Mitch liked to wait, to ponder.  If confused, as he was now, he had to decide and do.  This was a moment of choice.  Rash actions were for Jean, Inaction for Ben.  Mitch had to decide, for them all.

Mitch flipped the card over in his fingers.  A name and an address.  One printed and representing the services of an ex policeman, the other handwritten and an invitation into the past and future.  The present was gone.  Their bank account was frozen.  The bank manager, the friendly smiling youthful face of smarm, was no longer their friend.  When the limitless money was coming in he was handshakes and freebies.  Now the account was as good as dead, they were nothing, not even worthy of an explanation.  Jean knew where Ben kept his stash and so did Mitch.  They knew the safe deposit box and the codes.  Mitch had walked in, gone through the security checks, asked for the private room and emptied the contents on the table.  In seventeen years Ben had saved £4077 pounds sterling.  A stupid idea at the time was now a lifesaver.  No house, no bank, no salary.  Four thousand in cash, and an address in London.  There were no options.  Mitch knew the timetable, at least the section relevant to now.  He looked at his watch.  He had an hour and thirty seven minutes to kill.  He walked up to the seafront, a bag of clothes on his back and a bag of cash in his hand.  The wind blustery at 5.30 in the afternoon, the promenade empty except a teenage couple linking arms, laughing and buffeted around as the sea spray splashed they happy faces.  Mitch leaned forward and held his forehead in his palms.  He smiled.  A decision made, money in his pocket.  London was where they were headed.  The next train out.  Second class, because 4000 is a lot of money only for a short amount of time.

CHAPTER SEVENTEEN

Jim had told him to have the balls when the moment came.  Raucous hoped he would.

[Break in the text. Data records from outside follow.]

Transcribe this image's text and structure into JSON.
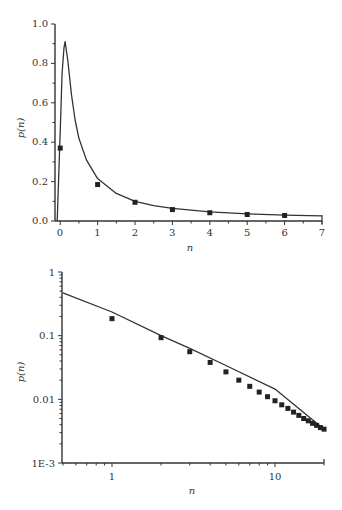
{
  "chart_data": [
    {
      "type": "line",
      "scale": "linear",
      "title": "",
      "xlabel": "n",
      "ylabel": "p(n)",
      "xlim": [
        -0.14,
        7
      ],
      "ylim": [
        0,
        1.0
      ],
      "xticks": [
        "0",
        "1",
        "2",
        "3",
        "4",
        "5",
        "6",
        "7"
      ],
      "yticks": [
        "0.0",
        "0.2",
        "0.4",
        "0.6",
        "0.8",
        "1.0"
      ],
      "grid": false,
      "series": [
        {
          "name": "fit curve",
          "kind": "line",
          "x": [
            -0.08,
            0.0,
            0.05,
            0.1,
            0.13,
            0.2,
            0.3,
            0.4,
            0.5,
            0.7,
            1.0,
            1.5,
            2.0,
            2.5,
            3.0,
            4.0,
            5.0,
            6.0,
            7.0
          ],
          "y": [
            0.0,
            0.45,
            0.75,
            0.88,
            0.91,
            0.82,
            0.64,
            0.51,
            0.42,
            0.31,
            0.215,
            0.14,
            0.1,
            0.078,
            0.064,
            0.046,
            0.036,
            0.03,
            0.026
          ]
        },
        {
          "name": "data points",
          "kind": "scatter",
          "x": [
            0,
            1,
            2,
            3,
            4,
            5,
            6
          ],
          "y": [
            0.37,
            0.185,
            0.095,
            0.058,
            0.042,
            0.033,
            0.028
          ]
        }
      ]
    },
    {
      "type": "line",
      "scale": "log-log",
      "title": "",
      "xlabel": "n",
      "ylabel": "p(n)",
      "xlim": [
        0.5,
        20
      ],
      "ylim": [
        0.001,
        1
      ],
      "xticks": [
        "1",
        "10"
      ],
      "yticks": [
        "1E-3",
        "0.01",
        "0.1",
        "1"
      ],
      "grid": false,
      "series": [
        {
          "name": "fit curve",
          "kind": "line",
          "x": [
            0.5,
            1,
            2,
            3,
            5,
            10,
            20
          ],
          "y": [
            0.47,
            0.235,
            0.1,
            0.063,
            0.034,
            0.0145,
            0.0034
          ]
        },
        {
          "name": "data points",
          "kind": "scatter",
          "x": [
            1,
            2,
            3,
            4,
            5,
            6,
            7,
            8,
            9,
            10,
            11,
            12,
            13,
            14,
            15,
            16,
            17,
            18,
            19,
            20
          ],
          "y": [
            0.185,
            0.093,
            0.056,
            0.038,
            0.027,
            0.02,
            0.016,
            0.013,
            0.011,
            0.0095,
            0.0082,
            0.0072,
            0.0063,
            0.0056,
            0.005,
            0.0046,
            0.0042,
            0.0039,
            0.0036,
            0.0034
          ]
        }
      ]
    }
  ],
  "top_chart": {
    "xlabel": "n",
    "ylabel": "p(n)",
    "xticks": [
      "0",
      "1",
      "2",
      "3",
      "4",
      "5",
      "6",
      "7"
    ],
    "yticks": [
      "0.0",
      "0.2",
      "0.4",
      "0.6",
      "0.8",
      "1.0"
    ]
  },
  "bottom_chart": {
    "xlabel": "n",
    "ylabel": "p(n)",
    "xticks": [
      "1",
      "10"
    ],
    "yticks": [
      "1E-3",
      "0.01",
      "0.1",
      "1"
    ]
  },
  "colors": {
    "line": "#333333",
    "marker": "#222222",
    "axis": "#333333"
  }
}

Raucous prepared the food.  The empty kitchen, the clean surfaces the freedom to walk in or out as he pleased.  No rules, no routine.  A prison life ended and he still needed a timetable, a system to break up the day. 

He walked to the basement and unlocked the door as he balanced the tray in his free hand.  He pushed the door open and Jim wasn't sat in his usual place.  Jim was not in the room at all.  Raucous placed the tray down on the bed, the water spilt and steam rose from the hot mash.  Raucous turned and walked out of the room as he pulled his phone from his pocket and dialed the Turk.

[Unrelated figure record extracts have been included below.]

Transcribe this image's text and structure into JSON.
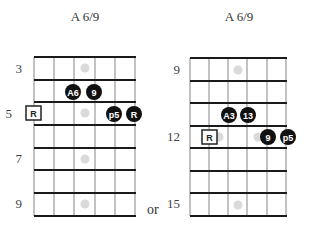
{
  "diagrams": [
    {
      "title": "A 6/9",
      "fret_labels": [
        {
          "text": "3",
          "row": 0
        },
        {
          "text": "5",
          "row": 2
        },
        {
          "text": "7",
          "row": 4
        },
        {
          "text": "9",
          "row": 6
        }
      ],
      "start_fret": 3,
      "rows": 7,
      "strings": 6,
      "inlay_markers": [
        {
          "row": 0
        },
        {
          "row": 2
        },
        {
          "row": 4
        },
        {
          "row": 6
        }
      ],
      "notes": [
        {
          "label": "A6",
          "string": 3,
          "row": 1,
          "style": "filled"
        },
        {
          "label": "9",
          "string": 4,
          "row": 1,
          "style": "filled"
        },
        {
          "label": "R",
          "string": 1,
          "row": 2,
          "style": "square"
        },
        {
          "label": "p5",
          "string": 5,
          "row": 2,
          "style": "filled"
        },
        {
          "label": "R",
          "string": 6,
          "row": 2,
          "style": "filled"
        }
      ]
    },
    {
      "title": "A 6/9",
      "fret_labels": [
        {
          "text": "9",
          "row": 0
        },
        {
          "text": "12",
          "row": 3
        },
        {
          "text": "15",
          "row": 6
        }
      ],
      "start_fret": 9,
      "rows": 7,
      "strings": 6,
      "inlay_markers": [
        {
          "row": 0
        },
        {
          "row": 3,
          "double": true
        },
        {
          "row": 6
        }
      ],
      "notes": [
        {
          "label": "A3",
          "string": 3,
          "row": 2,
          "style": "filled"
        },
        {
          "label": "13",
          "string": 4,
          "row": 2,
          "style": "filled"
        },
        {
          "label": "R",
          "string": 2,
          "row": 3,
          "style": "square"
        },
        {
          "label": "9",
          "string": 5,
          "row": 3,
          "style": "filled"
        },
        {
          "label": "p5",
          "string": 6,
          "row": 3,
          "style": "filled"
        }
      ]
    }
  ],
  "separator_text": "or",
  "colors": {
    "grid_line": "#1a1a1a",
    "string_line": "#999999",
    "note_fill": "#111111",
    "note_text": "#ffffff",
    "inlay": "#d9d9d9"
  }
}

"Where is he?" Raucous asked when the Turk answered.

"Come to my office," the Turk said.

Raucous walked quickly to the first floor.  He didn't knock, he walked straight in.  The dark room, wood and leather, the curtains drawn, the smoke that hung in the air and the fat man behind the desk believing he was a London Godfather. 

"Where's Jim?"  Raucous asked.

The Turk smiled and clasped his hands on the desk in front of him.

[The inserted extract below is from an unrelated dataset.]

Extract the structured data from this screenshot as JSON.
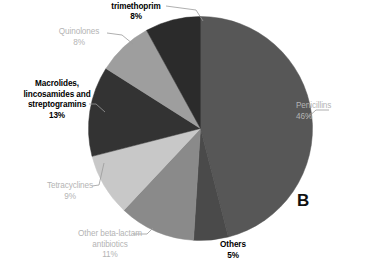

"He spoke.  But don't worry; he didn't take any persuading at all.  Came right out with what we already knew.  Christian is alive, and he has always known.  Seems I have been paying the boy's living expenses all these years too.  Jim, it turns out, was a very generous man with the money I gave him."

"That's it?"

"He said we should kill you.  Said you aren't to be trusted.  Said it would be safer for everyone to eliminate you now from the picture."

"And you agree with that?"

Turk looked unsure.

"Some of it,” he said, "but not all.  Certainly I don't feel enough fear from you to have you killed.  I believe you are an asset not a threat."

Raucous stood silent, trying to filter bullshit from truth.  He gave up, leave it for another time.

"So where is he?"

"Downstairs, in one of the private viewing rooms.  Soundproofed so our customers can enjoy certain perks without bothering other clients."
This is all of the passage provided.